There are moments in which, in an even stronger way, we are called to keep our look fixed on mercy to become effectively inserted into the action of the Father, as Pope Francis says in his exhortation.

This, dear brothers and sisters, is a privileged moment. We fix our gaze on the Holy Face and we will be transformed by God’s mercy. The sign is not an end in itself; the sign is a pointer on the way of the return, the return to the Father. The sudarium [something inaudible] of Christ. Christ is Jesus that has transformed the water into wine to participate in the joy of his friends and parents. The transformation requires a change. Our transformation and our conversion from pointless spectators to collaborators in the work of Jesus and Mary, who kept all these things in her heart, and no one knows the son and Lord like her. She guides us on the journey to encounter her Son, through his face that we can physically contemplate.
PHOTO: Antonio Bini
Yesterday we took it and venerated it to give thanks for so many benefits; today we greet it and honor it, asking him to accompany us on our new journey, the journey to the wedding of the Lamb, full of grace and mercy.
We hold impressed in our minds and in our heart his image that speaks to us and examines us. It is the image of the Incarnate Word because we have life. It accompanies us in our street because we remember always that God is mercy. His mercy accompanies us. We remember that the people of God, going up to Jerusalem, in the Old Testament, always repeated in their pilgrimages: “God is good, he has given us goodness; he has given us faith because his mercy is eternal, because his mercy is eternal.”
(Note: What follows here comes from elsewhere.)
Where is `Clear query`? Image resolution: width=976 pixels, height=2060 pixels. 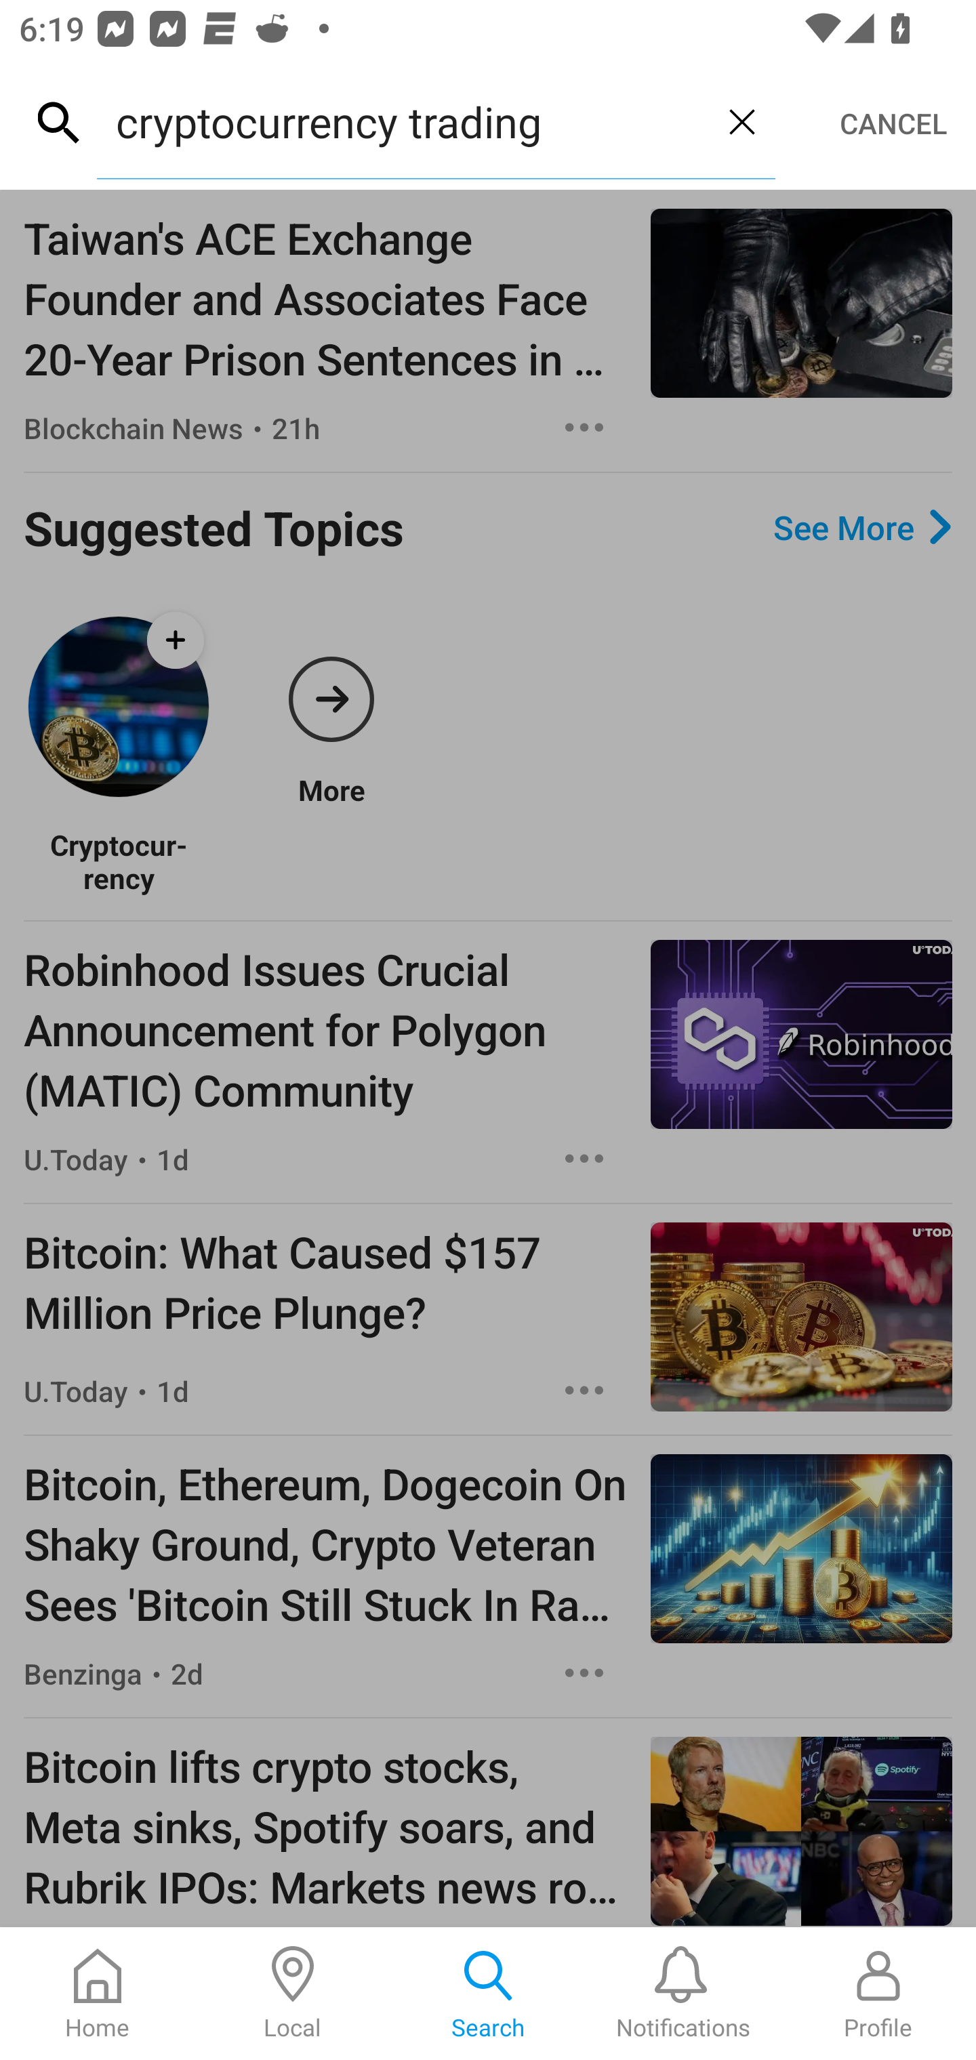 Clear query is located at coordinates (741, 122).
We from this Eternal City, city of saints, of Faustina; city of John Paul II, of Paul VI, of John XXIII, of popes and saints; we want [to turn] our thought to the Jerusalem of Jesus, to the Jerusalem of Mary; and we ask peace for Jerusalem, peace to all the people of Palestine and of Jerusalem, of the Middle East and of the Mediterranean. There is room for everyone; mercy has no limits. [N.B.: He repeated the prayer for peace in Hebrew and in Arabic.] Eternal is the mercy of God, because he is good; he is great, his face guides us, accompanies us, and we will not be lost.